What choice did I have but to bury this “colored” part of myself as deeply as possible? Where did I have to run? The adults available to me had blinded themselves to my color. Racism didn’t apply to me. To them, I was not “the other.” Some part of myself didn’t trust that they would truly understand or be “on my side.” By choosing not to “see color,” my family had accomplished the exact opposite of what they’d hoped. They’d added another layer that separated me from them.
When I hear people hold up their “colorblindness” with defiance and pride, it’s difficult not to want to shout at them. This was a privilege that I was not allowed to have. I could ignore my reflection in the mirror, but not the kids who pointed at me and screamed “chink!” or told me to “go back to where I’d come from.” Even wrapping myself in “worldly love” wasn’t enough to keep racism from leaking in beneath the blindfold. I had no choice but to see, because the world out there wouldn’t let me forget.

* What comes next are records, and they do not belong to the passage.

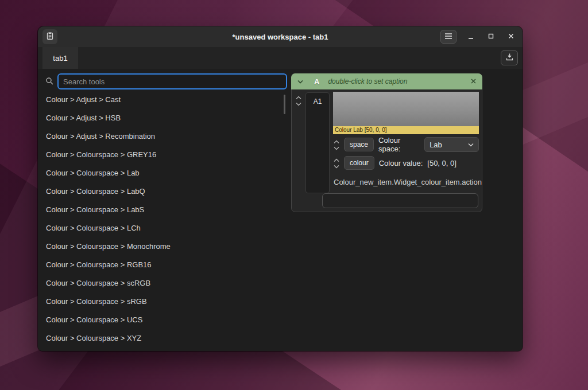 This screenshot has width=588, height=390. Describe the element at coordinates (406, 163) in the screenshot. I see `colour-value-row: colour Colour value: [50, 0, 0]` at that location.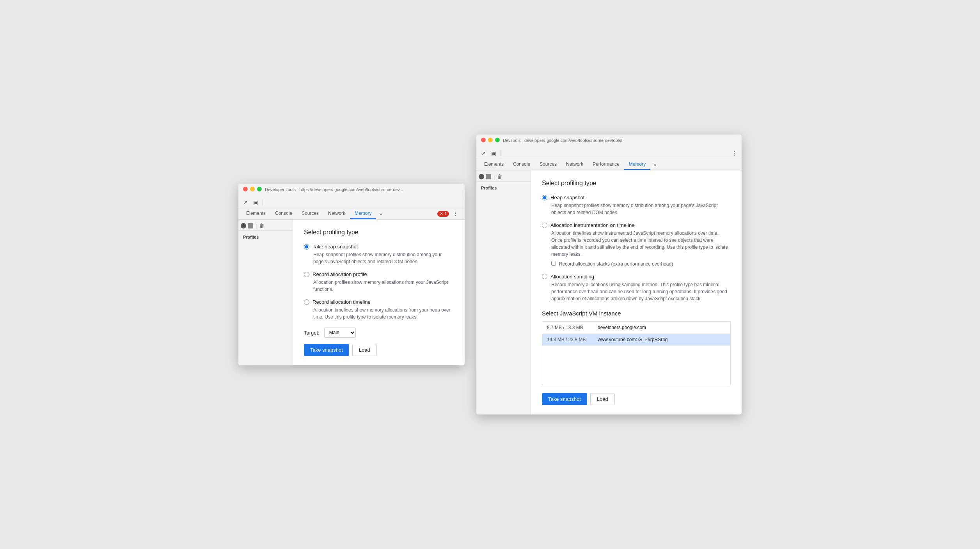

I’ve come to view “colorblindness” in part, as another means of identity erasure. By choosing to ignore my “color,” my parents chose not to see “me.” Why was the yellow-brown me and all that came with it so horrible that no one wanted to acknowledge her existence? Why was she not worthy of acceptance? In essence, I became ashamed and tried to bury her. In a way, I began to feel not white, simply transparent.
Some of my TRA sisters and brothers have referred what I call “transparency” as “shapeshifting” or “adapting.” They become what their environment requires of them. As TRAs, I feel that many of us become highly intuitive experts at this. We can do it so well that we, ourselves don’t realize we are morphing until we reflect back on our memories. Sometimes we can become like Ged in Ursula Le Guin’s A Wizard of Earthsea and can be in danger of becoming trapped by the form we have taken. In a way, we lose ourselves.
As most of my readers know, I married a first generation Lebanese immigrant. I married young before I’d really gotten a sense of myself. Aside from being young and impressionable, I was still “transparent” and had little understanding of my own mind. Within the the span of a decade after my marriage, I had completely “shape-shifted” in not only form, but in mind as well. Still, there was the transparency. Identity-wise, I was not only mock-Lebanese Sume, I also became universally Muslim Sume. Both were facades I’d created for myself in order to “adapt” to my environment. “I” remained buried somewhere beneath.